What is
the ratio of Austria's geographical size to the number, quality and
ideas of its contemporary musicians?
To put it in other words: does a centuries-old, globally lasting musical
tradition promote just a potential for instead real innovation? And
is this innovation merely a reaction to a musical Americanism that
found its parameters in - rebellious - jazz and Afro-American music
on the one hand, and - on the other hand - set the standard for
technique and perfection? Can we compare ourselves with the latest
trends and developments of the American music scene?
That's
what we wanted to find out when in the autumn of 1993 we set up the
small music festival "Austrian Soundcheck" and attempted to
do a first screening of the Austrian innovative jazz scene ranging
from improvisation, all sorts of cross-overs to electro-acoustic
music. At the end of the three days we had realized that presenting
the originality of this Austrian musical cross-section had been
overdue.

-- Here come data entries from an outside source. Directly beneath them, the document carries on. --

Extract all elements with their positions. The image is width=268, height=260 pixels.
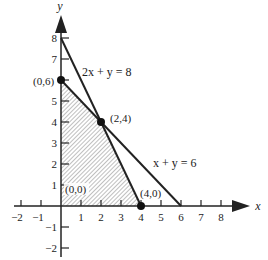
x-tick-label: 2	[98, 211, 104, 223]
x-tick-label: 5	[158, 211, 164, 223]
x-tick-label: −1	[32, 211, 44, 223]
point-label-0-6: (0,6)	[33, 75, 54, 88]
x-tick-labels: −2 −1 1 2 3 4 5 6 7 8	[11, 211, 224, 223]
x-tick-label: 6	[178, 211, 184, 223]
linear-programming-graph: −2 −1 1 2 3 4 5 6 7 8 −2 −1 1 2 3 4 5 7 …	[0, 0, 268, 260]
point-label-0-0: (0,0)	[65, 183, 86, 196]
point-label-4-0: (4,0)	[140, 187, 161, 200]
vertex-marker-4-0	[137, 202, 145, 210]
y-tick-label: 5	[52, 95, 58, 107]
y-tick-label: 2	[52, 158, 58, 170]
y-tick-label: 1	[52, 179, 58, 191]
vertex-marker-0-6	[57, 76, 65, 84]
y-tick-label: 7	[52, 53, 58, 65]
x-tick-label: 7	[198, 211, 204, 223]
y-tick-label: −1	[45, 221, 57, 233]
x-ticks	[21, 200, 221, 206]
y-tick-labels: −2 −1 1 2 3 4 5 7 8	[45, 32, 57, 254]
y-tick-label: 8	[52, 32, 58, 44]
x-tick-label: 1	[78, 211, 84, 223]
point-label-2-4: (2,4)	[110, 112, 131, 125]
y-tick-label: 3	[52, 137, 58, 149]
x-tick-label: 8	[218, 211, 224, 223]
x-axis-arrow-icon	[232, 200, 250, 212]
x-tick-label: 4	[138, 211, 144, 223]
x-tick-label: 3	[118, 211, 124, 223]
x-tick-label: −2	[11, 211, 23, 223]
y-tick-label: 4	[52, 116, 58, 128]
line1-label: 2x + y = 8	[82, 65, 132, 79]
x-axis-label: x	[254, 199, 261, 213]
y-axis-label: y	[56, 0, 63, 13]
y-ticks	[61, 38, 69, 248]
line2-label: x + y = 6	[153, 156, 197, 170]
y-tick-label: −2	[45, 242, 57, 254]
vertex-marker-2-4	[97, 118, 105, 126]
y-axis-arrow-icon	[55, 15, 67, 33]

The result of the festival was our determination not to let
the finest of its projects stew in their own juice any longer - but
to have them put up to comparison.
Where
else but in New York's "Knitting Factory" - the
standard-setting disreputable domicile of the avant-garde of jazz and
rock, from where some years before bands had started to tour Europe's
relevant clubs and festivals - should "Austrian Soundcheck"

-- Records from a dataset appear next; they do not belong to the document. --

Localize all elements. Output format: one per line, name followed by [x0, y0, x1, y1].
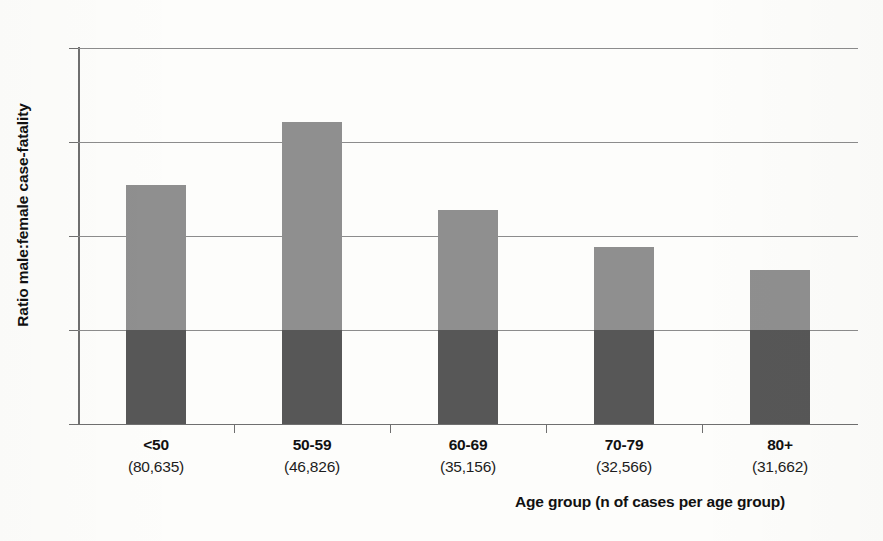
- y-tick-mark: [69, 330, 78, 331]
- x-category-label-70-79: 70-79(32,566): [544, 434, 704, 478]
- x-axis-title: Age group (n of cases per age group): [430, 493, 870, 511]
- bar-segment-upper: [438, 210, 498, 330]
- gridline-3: [78, 142, 858, 143]
- x-category-label-<50: <50(80,635): [76, 434, 236, 478]
- category-case-count: (31,662): [700, 456, 860, 478]
- category-case-count: (80,635): [76, 456, 236, 478]
- bar-segment-lower: [282, 330, 342, 424]
- x-axis-tick: [234, 424, 235, 433]
- category-name: 60-69: [388, 434, 548, 456]
- x-category-label-60-69: 60-69(35,156): [388, 434, 548, 478]
- bar-segment-upper: [594, 247, 654, 330]
- bar-50-59[interactable]: [282, 122, 342, 424]
- category-case-count: (46,826): [232, 456, 392, 478]
- bar-segment-upper: [126, 185, 186, 330]
- bar-segment-lower: [594, 330, 654, 424]
- x-axis-tick: [390, 424, 391, 433]
- bar-70-79[interactable]: [594, 247, 654, 424]
- y-tick-mark: [69, 142, 78, 143]
- category-name: 80+: [700, 434, 860, 456]
- y-tick-mark: [69, 424, 78, 425]
- category-case-count: (32,566): [544, 456, 704, 478]
- bar-segment-upper: [750, 270, 810, 330]
- category-name: <50: [76, 434, 236, 456]
- bar-<50[interactable]: [126, 185, 186, 424]
- x-axis-tick: [546, 424, 547, 433]
- bar-chart-figure: Ratio male:female case-fatality Age grou…: [0, 0, 883, 541]
- bar-segment-lower: [126, 330, 186, 424]
- gridline-4: [78, 48, 858, 49]
- plot-area: 01234: [78, 48, 858, 424]
- bar-60-69[interactable]: [438, 210, 498, 424]
- category-name: 70-79: [544, 434, 704, 456]
- gridline-0: [78, 424, 858, 425]
- bar-segment-upper: [282, 122, 342, 330]
- y-tick-mark: [69, 236, 78, 237]
- x-category-label-80+: 80+(31,662): [700, 434, 860, 478]
- y-tick-mark: [69, 48, 78, 49]
- bar-80+[interactable]: [750, 270, 810, 424]
- bar-segment-lower: [750, 330, 810, 424]
- x-category-label-50-59: 50-59(46,826): [232, 434, 392, 478]
- category-case-count: (35,156): [388, 456, 548, 478]
- category-name: 50-59: [232, 434, 392, 456]
- y-axis-title: Ratio male:female case-fatality: [14, 0, 42, 430]
- x-axis-tick: [702, 424, 703, 433]
- bar-segment-lower: [438, 330, 498, 424]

be put to the test for international qualification?
The
"Klammer & Gründler Duo" from Graz were among the
three unconventional duos to be presented at the first "Austrian
Soundcheck" in the Knitting Factory on May 8th and 9th 1994.
Without doubt the couple were the most innovative and substantial
band on the program. After 12 years of consequent work and musical
practice with sampling techniques, electronic environment and
electro-acoustic happening they surely are among the world's best in
this genre. Finding their own concept of music in the almost
non-verifiable modern scenario of computer music, sound manipulation
and electro-acoustic improvisation between experiment and new musical
insight, makes them outright unique.
The
formal components of their highly dynamic improvisations are sounds
produced by themselves and reflections on these sounds, electronic
reflections on natural bodies of sound and environment-scans for
potential sound sources, together with a questioning and rejecting of
structures. Their approach is viewing the computer as a tool of
making worlds perceptible.
The CD
does not just reproduce a live performance. What is more, "Klammer
& Gründler" used the recordings of their two concerts
as raw material, separated, collected and re-shifted the parts to
produce a paradoxical live event.
A
paraphrase as another reflection. Perhaps a calmer one.